Agile software development is great and it has some tremendous benefits. However, with any software development process, there are some potential pitfalls. After leading agile teams for a few years now, I we have learned the hard way along the way, and here are some agile pitfalls we have encountered:
Agile Pitfall #1: Lack of Integrated Software Testing
Agile Pitfall #2: Too Much Technical Debt
Agile Pitfall #3: Agile Team Silos
Agile Pitfall #4: Too Focused on Agile Team Roles
Agile Pitfall #5: Folks, It Isn’t All About Velocity!
Let’s face it, in most enterprise level software organizations, if you are practicing agile, the agile team that is developing a specific product is going to be focused on one thing: the outcome of the product they are developing. While there is nothing inherently wrong with that, there is a dangerous pitfall that can affect the whole organization. The agile team can become a single silo. I have seen it first hand, and I know it happens more often that agile experts would like to admit it. Each agile team has pride in the product they are developing. They want to be the best team that produces the highest software product. Sometimes the team can put on blinders and be so focused on meeting their sprint milestones, that they will completely forget about how their product integrates with other products and what the downstream impacts are. Some teams can even become selfish and demanding toward other product teams and expect teams to do things which are not inherently their responsibility. Agile software development at the enterprise level often creates these silos. Contests between teams such as awards given out for the best team, can arbitrarily create silos, and thus driving perception that agile teams can be self sufficient and they don’t require collaboration between teams. This is really dangerous. It is important to have an enterprise level view, and keep the big picture in mind. Agile teams work for one company, so that always needs to be the focal point so that the company will be successful. The companies that avoid pitfall #3: agile team silos and keep the company in mind, will be the most successful.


Line by line, set down all the data below exactly, omitting any picture.

------------------------------------

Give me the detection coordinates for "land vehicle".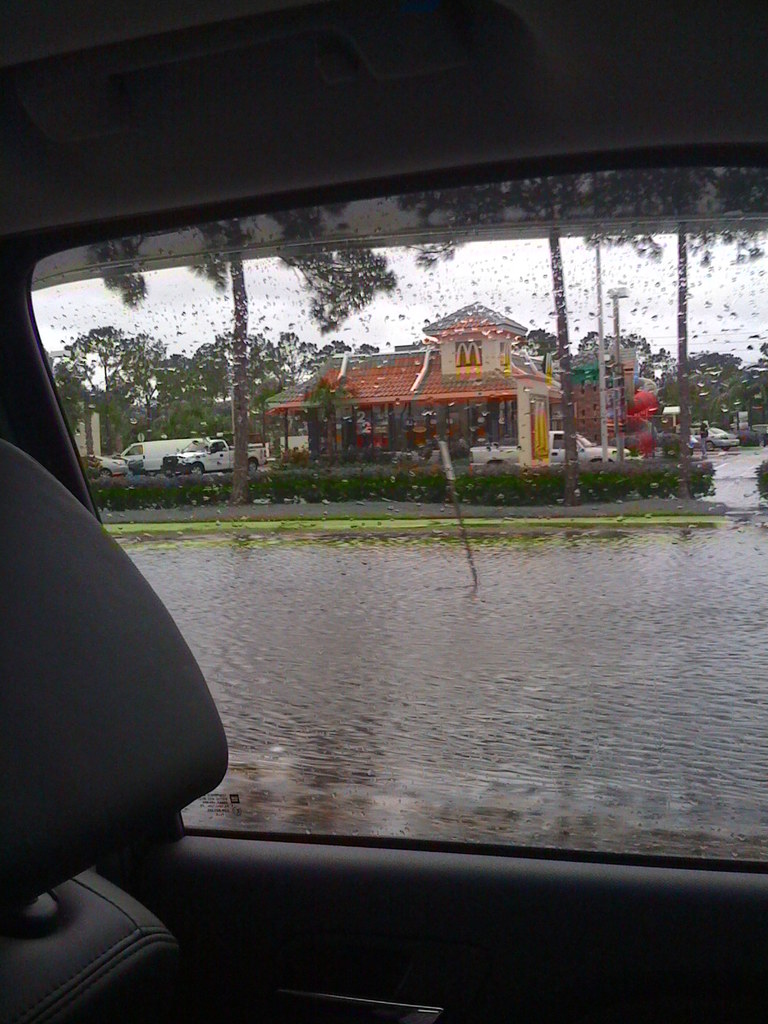
[161, 436, 268, 477].
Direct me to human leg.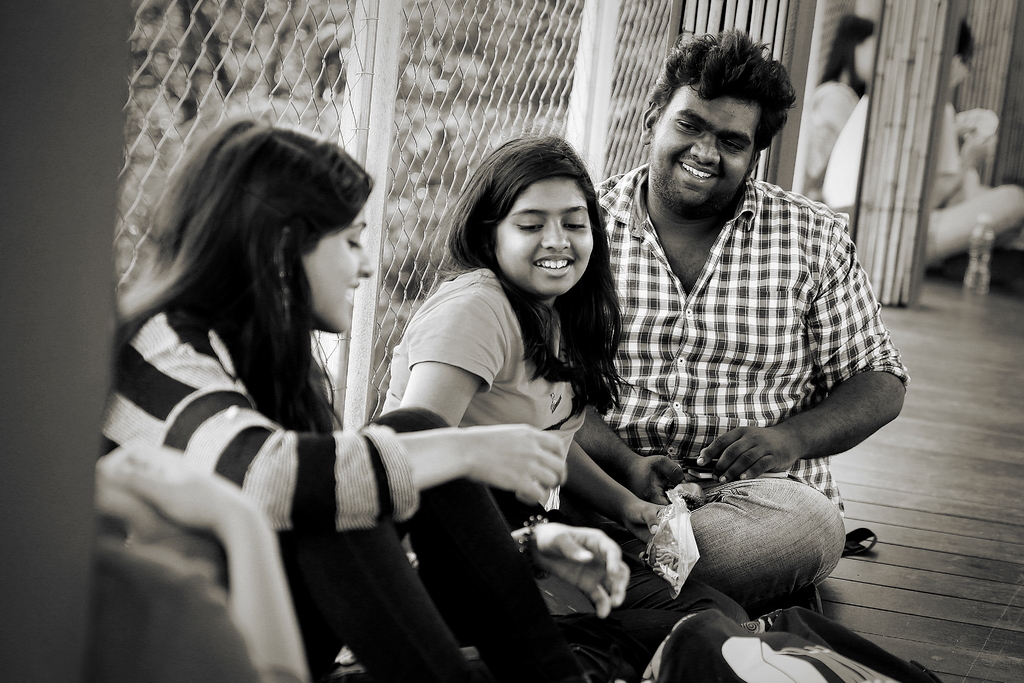
Direction: x1=689 y1=475 x2=848 y2=603.
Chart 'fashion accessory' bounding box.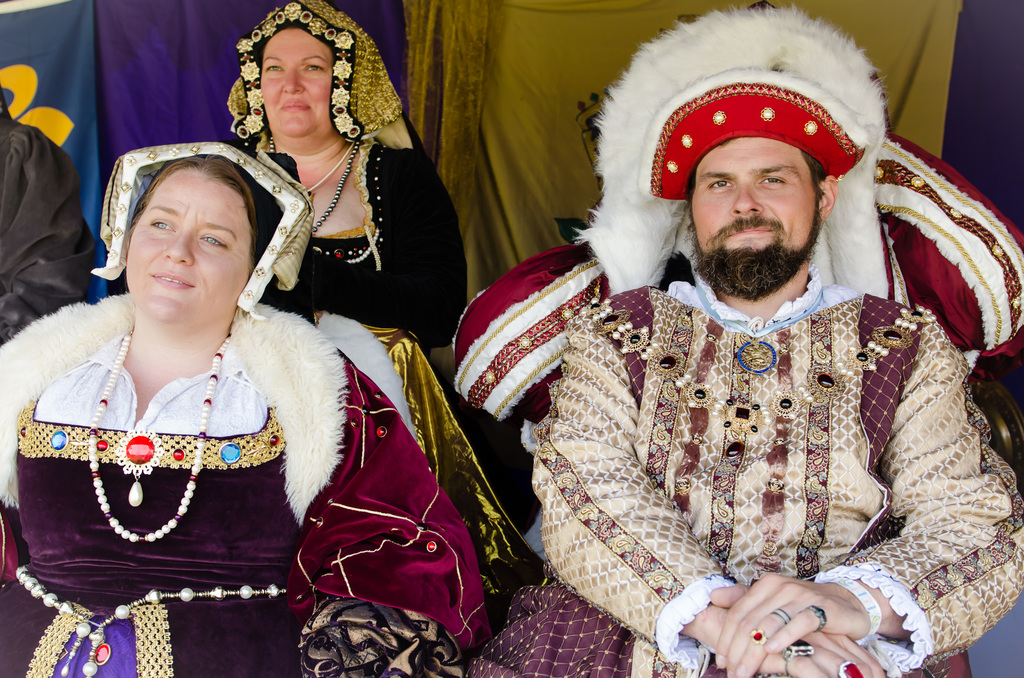
Charted: [312,143,360,233].
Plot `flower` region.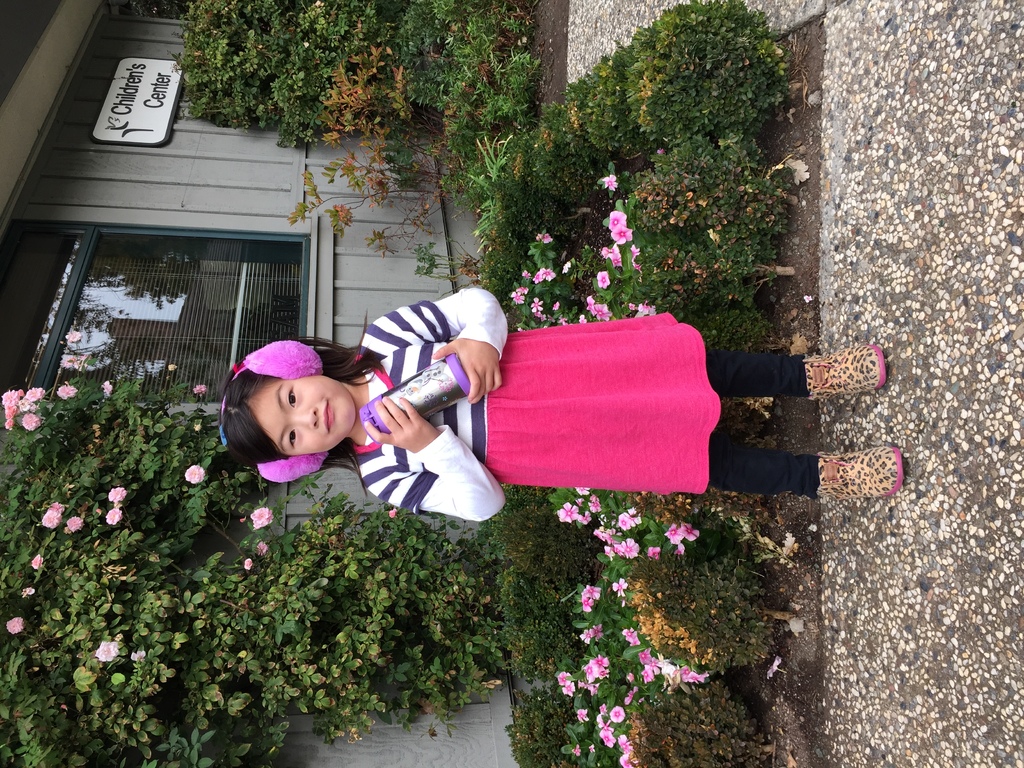
Plotted at region(31, 553, 45, 573).
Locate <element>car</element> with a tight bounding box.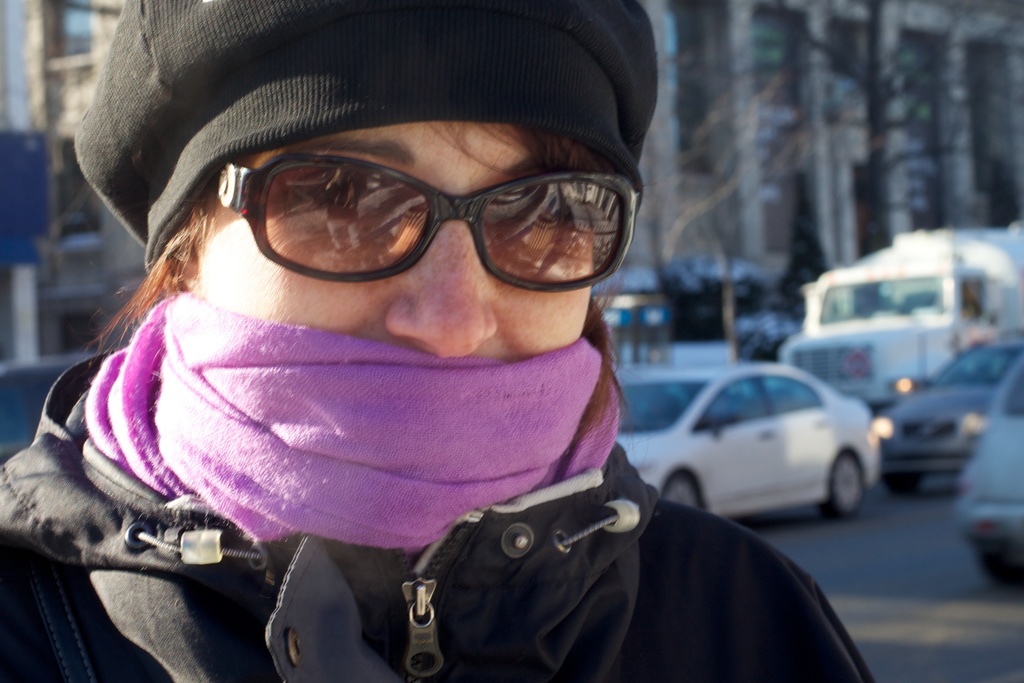
616:360:883:520.
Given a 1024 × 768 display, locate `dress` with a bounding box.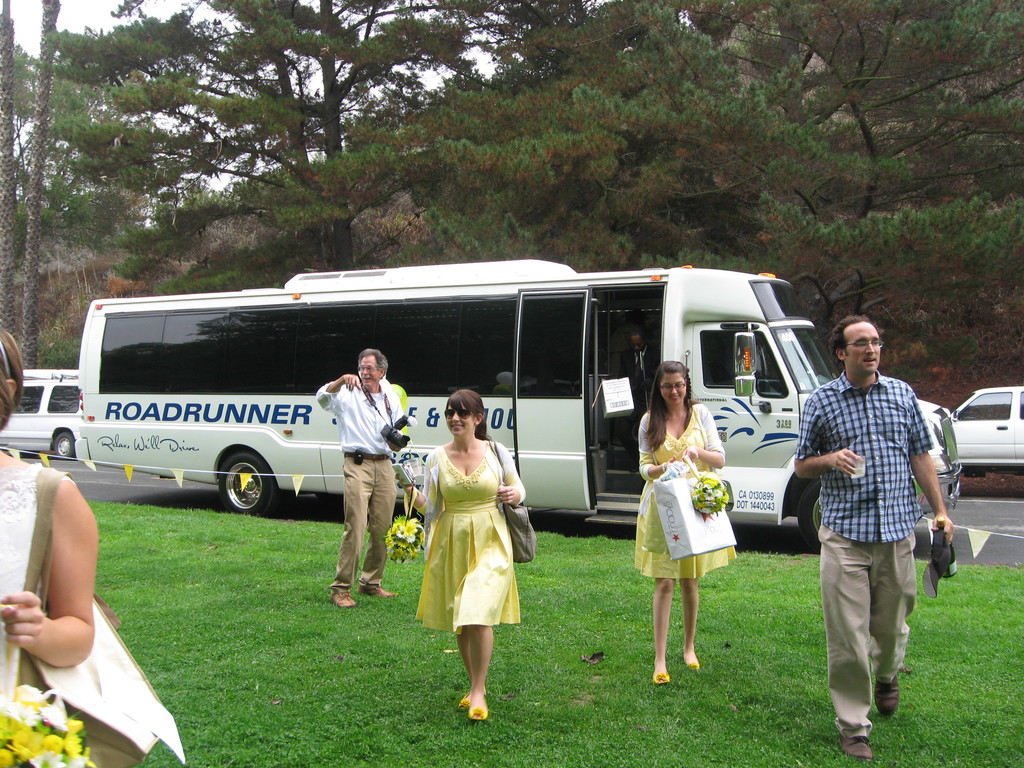
Located: x1=413 y1=441 x2=526 y2=637.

------------------------------------

» Expected answer
Give me the detection coordinates for "land vehicle".
[161, 436, 268, 477].
Direct me to human leg.
Direction: x1=689 y1=475 x2=848 y2=603.
Chart 'fashion accessory' bounding box.
Charted: [312,143,360,233].
Plot `flower` region.
Plotted at region(31, 553, 45, 573).
Locate <element>car</element> with a tight bounding box.
616:360:883:520.
Given a 1024 × 768 display, locate `dress` with a bounding box.
Located: x1=413 y1=441 x2=526 y2=637.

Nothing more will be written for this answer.